▶ [Task instructions]:
Whenever a picture appears in the listing below, leave it out, and copy exactly the lines from the one containing "Describe the element" through the end.
[[ Excerpted records, beginning ]]
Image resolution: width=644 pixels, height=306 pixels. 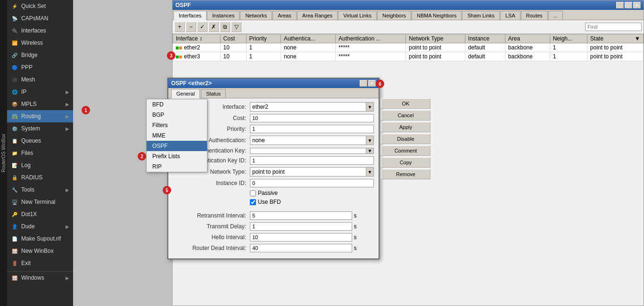 What do you see at coordinates (357, 15) in the screenshot?
I see `tab-virtual-links: Virtual Links` at bounding box center [357, 15].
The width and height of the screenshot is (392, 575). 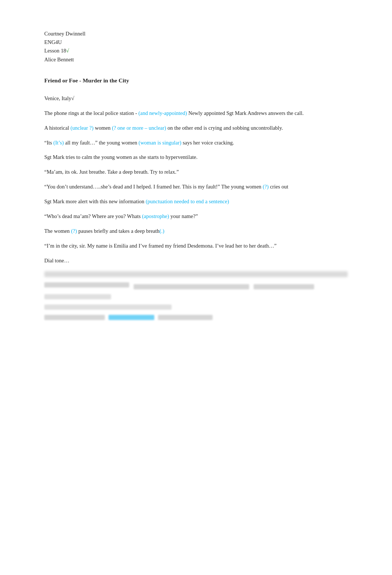 What do you see at coordinates (196, 113) in the screenshot?
I see `paragraph-1: The phone rings at the local police stat…` at bounding box center [196, 113].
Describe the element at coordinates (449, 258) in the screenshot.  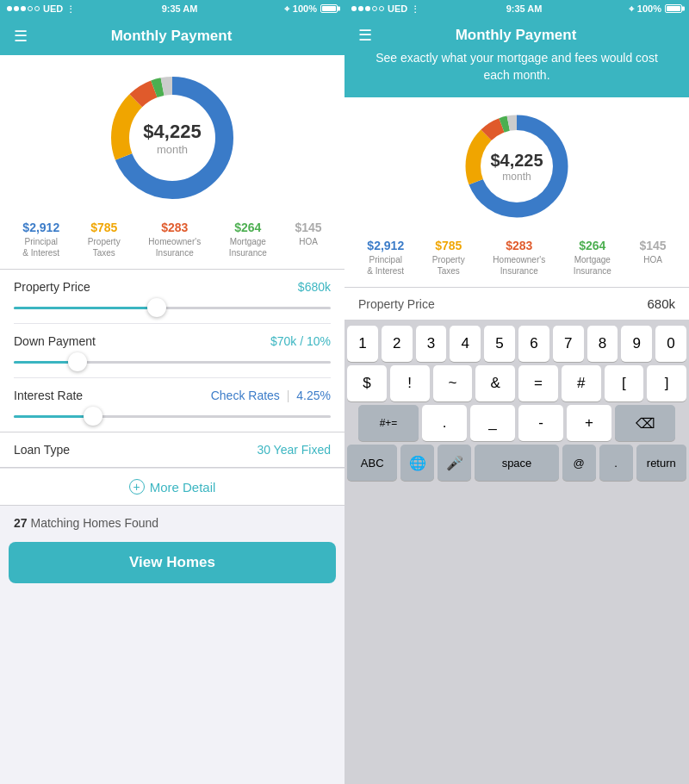
I see `legend-taxes-right: $785 PropertyTaxes` at that location.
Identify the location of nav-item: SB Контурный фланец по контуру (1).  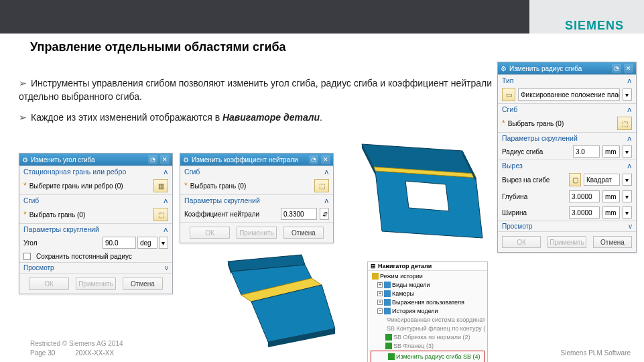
[[ Excerpted records, end ]]
▶ [Response]:
Describe the element at coordinates (449, 258) in the screenshot.  
I see `legend-taxes-right: $785 PropertyTaxes` at that location.
Identify the location of nav-item: SB Контурный фланец по контуру (1).  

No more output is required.